Good points from Wilbon. Here is a thought or two:

- Since winning the Australian Masters back in November, Woods has actually only missed four PGA Tour stops he normally plays: San Diego at Torrey Pines, the match play event at the Scottsdale TPC, Miami at Doral and Arnold Palmer Invitational at Orlando’s Bay Hill.

- Woods has won the Masters four times, most recently in 2005. As ESPN’s Andy North pointed out, the key for Woods will be the state of his marvelous short game.

You take the field. I’ll take Woods.

McEnroe (‘Mac’) Takes the Stage

McEnroe, a Golden Lab-Siberian Husky mix hereby known as Mac, joined the Oberle household on March 13. Mac, a stray Marguerite rescued from Erie’s A.N.N.A. shelter, was apparently abandoned by its previous owners, although there is a chance Mac could have ran away.

Mac’s former owners did a nice job with him, other than either abandoning or losing this pleasant pouch. He is well-trained and responds eagerly to sit, stay and come commands.

I wish there was better news to report on our soon-to-be 9-year-old Westie’s reaction to her new doggie roommate.

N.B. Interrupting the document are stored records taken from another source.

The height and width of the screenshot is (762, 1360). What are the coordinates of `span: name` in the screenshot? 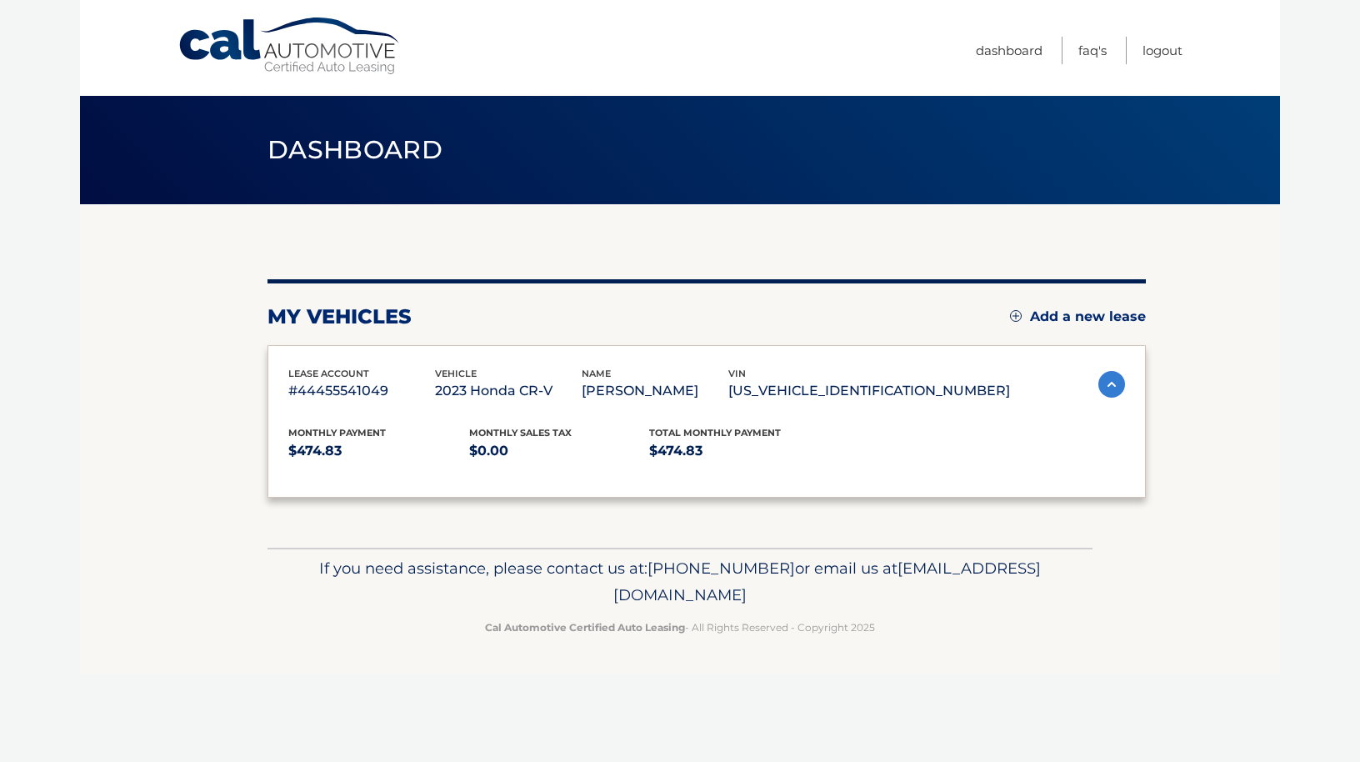 It's located at (596, 373).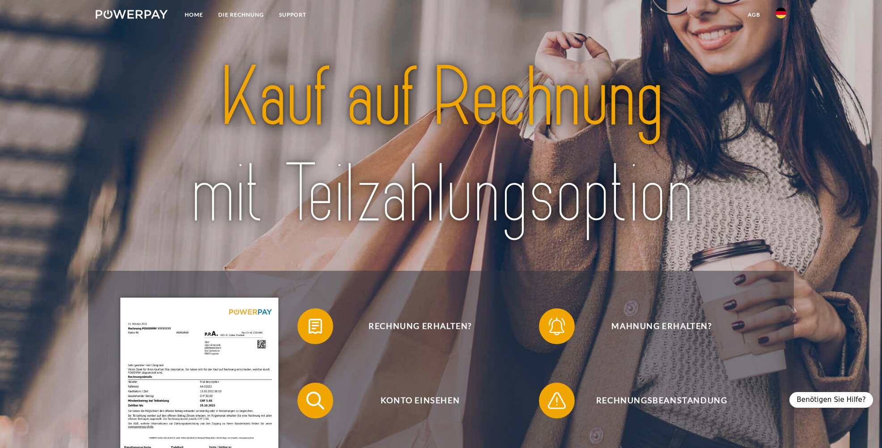 Image resolution: width=882 pixels, height=448 pixels. I want to click on span: Rechnungsbeanstandung, so click(661, 400).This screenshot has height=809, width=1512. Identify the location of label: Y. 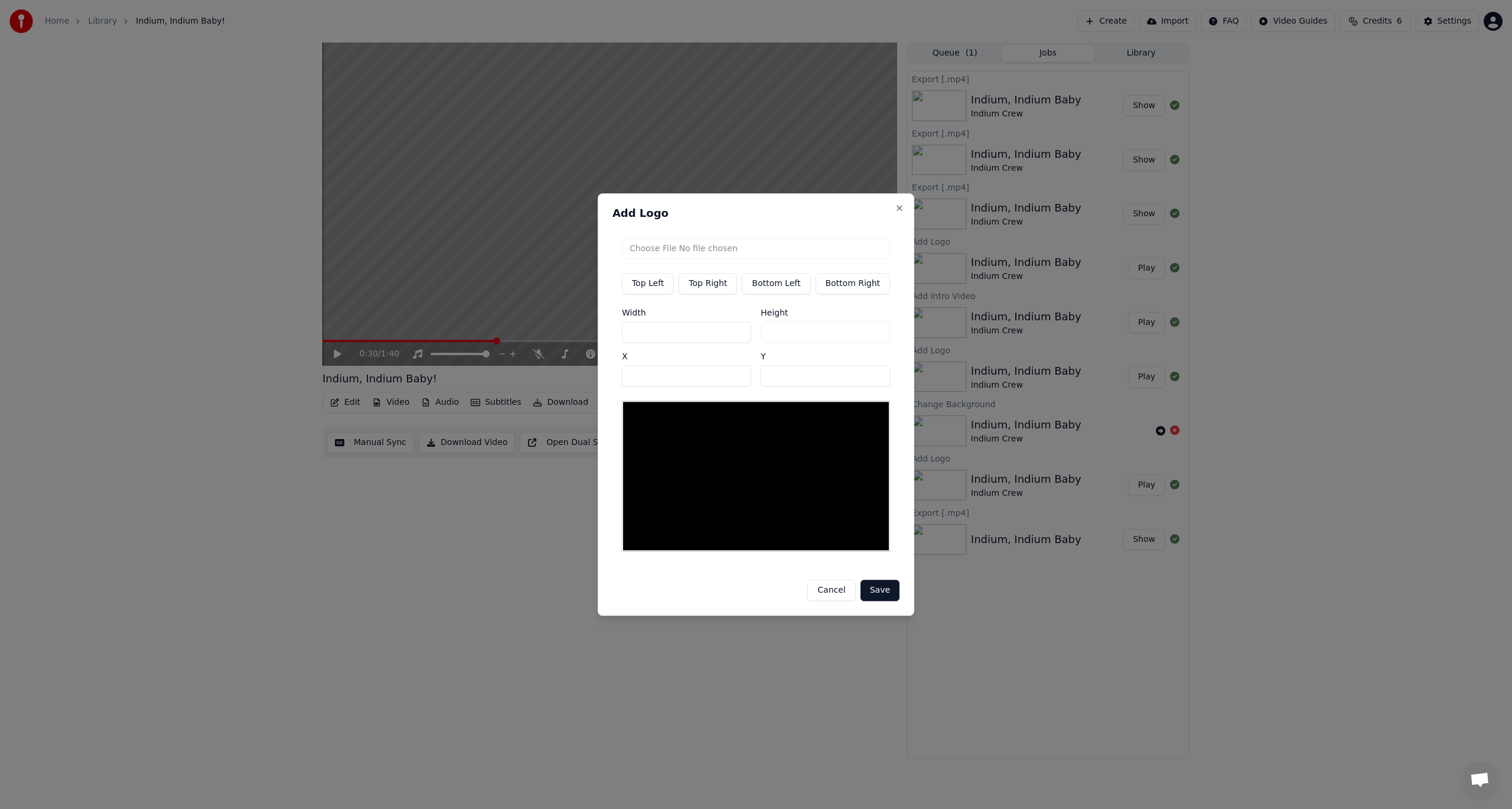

Furious and confused, Asta quickly barred Mac from her bedroom, which also happens to be our bedroom.

This is complicated.

Mac is sharing sleeping quarters with 7-year-old daughter Nicole, whose successful campaign for a new dog intensified when we lost our first Westie Fala back in August (Remembering Our Old Gal’s Life And Death

The irony here is Asta encountered a similar reaction from Fala when we brought her home back in June 2001. Poor Asta endured a nearly 6-month intimidation campaign by Fala that only ceased when Asta became big enough to convince her Westie nemesis that it was time to give up.

Mac, who is roughly 10 times bigger than Asta, isn’t quite sure what to make of this persistent little white dog. Asta charges and nips at Mac whenever he tries to get back in the house. Asta turns into Mr. Wolf when Mac tries to enter the master bedroom.

But Mac, despite a nasty scratch or two, is holding his temper, declining to use his overwhelming size to show Asta there is a new sheriff in the house.

So far …

This post was written by:

Bryan - who has written 12 posts on ErieBlogs.